I shoot blindly here. “Come back to my house with me.”

She looks up. “Excuse me?”

“Come over, sit on the couch, and drink something out of one of our cups. Be there for an hour.”

“Why?”

“Because Gavin’s in my house. That’s why we’re doing this, right? Gavin is the reason your father knows, and he’s currently killing three hours until a media shoot.” I inhale. “Gavin has brought you up to me eleven separate times since last night.”

She blinks. “Eleven?”

“Maybe four, but it’s still enough. He told me to tell you he said hi.”

She scoffs. “Why?”

Hell if I know.“That’s just what he said.”

She closes her eyes for half a second. “And you think me sitting on your couch fixes that.”

“I think you sitting on my couch ends it.

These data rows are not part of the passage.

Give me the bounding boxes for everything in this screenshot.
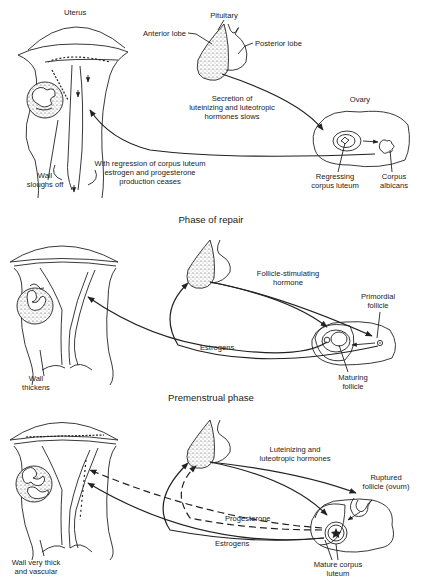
label-wall-thickens-1: Wall xyxy=(29,374,44,383)
label-posterior-lobe: Posterior lobe xyxy=(255,39,302,48)
label-ruptured-2: follicle (ovum) xyxy=(363,482,410,491)
label-secretion-2: luteinizing and luteotropic xyxy=(189,103,275,112)
arrow-progesterone-uterus xyxy=(90,470,322,528)
label-progesterone: Progesterone xyxy=(225,514,271,523)
arrow-fsh-primordial xyxy=(210,282,372,336)
label-albicans-2: albicans xyxy=(380,181,408,190)
label-maturing-1: Maturing xyxy=(338,373,368,382)
label-primordial-2: follicle xyxy=(367,301,388,310)
heading-phase-of-repair: Phase of repair xyxy=(178,214,244,225)
label-regressing-1: Regressing xyxy=(316,172,354,181)
panel-menstrual: Uterus Wall sloughs off Pituitary Anteri… xyxy=(18,8,409,198)
label-ruptured-1: Ruptured xyxy=(370,473,401,482)
pituitary-illustration xyxy=(187,420,230,468)
label-maturing-2: follicle xyxy=(342,382,363,391)
label-ovary: Ovary xyxy=(350,95,370,104)
panel-premenstrual: Premenstrual phase Wall very thick and v… xyxy=(10,392,410,578)
label-regression-3: production ceases xyxy=(119,177,181,186)
label-fsh-2: hormone xyxy=(273,278,303,287)
label-estrogens: Estrogens xyxy=(215,539,249,548)
label-wall-very-thick-1: Wall very thick xyxy=(12,558,61,567)
label-secretion-1: Secretion of xyxy=(212,94,253,103)
label-mature-2: luteum xyxy=(327,569,350,578)
label-regression-1: With regression of corpus luteum xyxy=(95,159,206,168)
arrow-fsh-maturing xyxy=(210,282,327,327)
label-lh-2: luteotropic hormones xyxy=(260,454,331,463)
arrow-estrogens-uterus xyxy=(88,483,324,540)
heading-premenstrual-phase: Premenstrual phase xyxy=(168,392,254,403)
ovary-illustration xyxy=(313,111,409,166)
uterus-illustration xyxy=(10,246,118,385)
label-uterus: Uterus xyxy=(64,8,87,17)
label-lh-1: Luteinizing and xyxy=(269,445,320,454)
label-wall-thickens-2: thickens xyxy=(22,383,50,392)
label-wall-very-thick-2: and vascular xyxy=(14,567,58,576)
label-fsh-1: Follicle-stimulating xyxy=(257,269,319,278)
label-secretion-3: hormones slows xyxy=(205,112,260,121)
menstrual-cycle-diagram: Uterus Wall sloughs off Pituitary Anteri… xyxy=(0,0,422,584)
label-wall-sloughs-1: Wall xyxy=(38,171,53,180)
label-wall-sloughs-2: sloughs off xyxy=(27,180,64,189)
label-regressing-2: corpus luteum xyxy=(311,181,359,190)
ovary-illustration xyxy=(311,498,394,552)
label-primordial-1: Primordial xyxy=(361,292,395,301)
panel-repair: Phase of repair Wall thickens Follicle-s… xyxy=(10,214,396,392)
label-regression-2: estrogen and progesterone xyxy=(104,168,195,177)
label-anterior-lobe: Anterior lobe xyxy=(143,29,186,38)
pituitary-illustration xyxy=(197,20,247,80)
label-estrogens: Estrogens xyxy=(200,343,234,352)
label-mature-1: Mature corpus xyxy=(314,560,363,569)
label-pituitary: Pituitary xyxy=(210,11,238,20)
label-albicans-1: Corpus xyxy=(382,172,407,181)
pituitary-illustration xyxy=(187,240,230,288)
arrow-estrogens-pituitary xyxy=(163,463,324,540)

He watches you walk in with me, in daylight, in my hoodie, drinking my coffee — and he stops trying to be relevant to this. He goes to his shoot. He goes back to his city tomorrow. The story closes.”

She studies me. “You’re not steering me toward your house for any other reason.”

I almost make the joke. I have it loaded. I don’t fire it.

“Linwood. Gavin is in my kitchen until two-thirty and then he’s gone. If you don’t come over now, he spends that time talking about you to me. I’m asking you to come close the loop.”

She looks at me for a long second. “I’m busy today. You get one hour.”

“Generous.”

She holds her coffee mug up. “And I’m taking my coffee with me.”

I look at it. “Insulting.”

She shakes her head. “I don’t drink yours.”

“You’ll come around, Linwood.”

She gets up to find her shoes. She comes back in a jacket and a beanie.

I open her front door. She steps out into the afternoon, and we walk three doors side by side. I don’t take her hand. She doesn’t offer it. By every visible measure, we’re two college seniors out for a Sunday walk.

Halfway between her house and mine, she slows down. “If he says anything to me — anything — I’ll handle him.”

I look at her, wondering if she’s serious.She’s muting me?

“That’s a rule. A Linwood-Ermington rule. Number one.”

I blink at the rule. I can do rules, but muting me? “Okay,” I say.

She lifts an eyebrow at me. “I mean it.”